Monday, April 6, 2015

Analysis of Drixed samples

From an incident response standpoint Drixed is a pretty standard case. The threat actor sends a weaponized Word document to your end user. The document functions as a dropper, this means it downloads an executable and this executable is a Trojan horse. If you want to reduce the odds of getting infected it is thus of utmost importance to train your users to report you the messages for analysis.

Koen Van Impe pointed out to me that the naming is actually confusing. My samples were Trojan droppers and named Drixed where there is also a banking Trojan called Dridex.

The documents I analyzed contained 2 modules with VBA code and one method that is triggered by the autoopen functionality. The code itself was obfuscated and depending on the document the obfuscation was different.
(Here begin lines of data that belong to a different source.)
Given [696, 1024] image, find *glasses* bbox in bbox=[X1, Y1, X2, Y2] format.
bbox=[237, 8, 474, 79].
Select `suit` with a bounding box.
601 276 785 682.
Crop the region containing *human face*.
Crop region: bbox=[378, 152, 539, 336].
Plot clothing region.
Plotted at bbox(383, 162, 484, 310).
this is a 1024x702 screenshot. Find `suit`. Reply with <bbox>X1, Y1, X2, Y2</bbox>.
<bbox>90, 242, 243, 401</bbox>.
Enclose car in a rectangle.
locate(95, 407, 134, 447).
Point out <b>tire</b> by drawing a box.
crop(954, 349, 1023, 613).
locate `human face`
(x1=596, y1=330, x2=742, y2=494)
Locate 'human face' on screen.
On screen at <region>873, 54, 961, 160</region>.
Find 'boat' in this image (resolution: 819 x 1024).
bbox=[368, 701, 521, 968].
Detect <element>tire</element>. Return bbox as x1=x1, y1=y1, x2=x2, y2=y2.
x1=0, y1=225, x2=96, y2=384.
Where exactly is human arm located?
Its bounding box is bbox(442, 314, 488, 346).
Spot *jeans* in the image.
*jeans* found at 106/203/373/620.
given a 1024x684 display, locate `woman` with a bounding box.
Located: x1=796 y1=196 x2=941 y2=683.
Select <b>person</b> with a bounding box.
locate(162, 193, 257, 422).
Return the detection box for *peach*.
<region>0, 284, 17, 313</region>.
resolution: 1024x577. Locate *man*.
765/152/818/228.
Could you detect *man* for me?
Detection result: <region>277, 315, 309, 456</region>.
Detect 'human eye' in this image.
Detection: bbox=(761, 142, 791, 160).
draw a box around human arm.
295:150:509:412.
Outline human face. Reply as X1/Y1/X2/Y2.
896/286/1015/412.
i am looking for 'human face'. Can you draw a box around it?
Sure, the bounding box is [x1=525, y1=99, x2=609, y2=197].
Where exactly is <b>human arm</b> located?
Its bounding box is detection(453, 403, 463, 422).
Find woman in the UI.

The autoopen is the instruction what the word document should do when opened automatically. What it basically did was to create an Microsoft.XMLHTTP object to fetch the file as binary data and then write it as an executable to disk in the TEMP folder. The Microsoft.XMLHTTP object was created to allow interaction with web servers (sending XML over HTTP) and thus also the download of a file.

The methodologies I observed for the retrieval were different, some were actually done in the VBA others were done by writing some vbs-script and then executing the script.

The tool I would recommend to extract is oledump.py by Didier Stevens. This helps you extract the VBA code without actually opening the document in a Word and thus accidentally starting the malware. Oledump.py requires the installation of the python olefile library to do its magic.

$ python oledump.py file.doc
Is your starting point but all the info you need can be found on Didier Stevens' website. Basically you select your stream and dump the stream out (don't forget -v for decompression). The data I was interested in was in stream 7 (the macro module) so it looked like
$ python oledump.py -s 7 -v file.doc
From a IR standpoint it was interesting to see that the download was using the IP addresses. The IP addresses were hacked websites. The fact that the threat actor can use the IP means that the whole sever is under his/her control. When you run the IP through Virustotal's database after +48 hours we see already another malware sample (it has a different hash) that was submitted using the same IP address. This tells you that the threat actor still has control of the server.

Another thing that was interesting is to see how they actually "hide". They downloaded in each case I saw an image from that IP address. Closer inspection actually revealed that the image extension was actually just a renamed Windows executable. The executable is your Trojan horse.

To get your sample the only thing you thus need to do is decipher the obfuscation (was not really hard in the cases I saw) and then go and get the image and rename it to exe. Then the next phase can start: tickle the malware for more info about its master ;).

Analysis of the Trojan Horse is not for this post, I just wanted to keep it on how you can get the samples being send to your organization. I ask you to share your samples or analysis/IOCs with your trusted people within other CERTs so that we don't reanalyze the same sample over and over again.

Maybe one last important thing to explain when discussing incidents like this. Although Drixed might be known by your AV-vendor, the Trojan might not be and since both can evolve (or change their obfuscation) you really got to be born under a lucky star to have a 100% match and totally protected at the time that first e-mail comes in.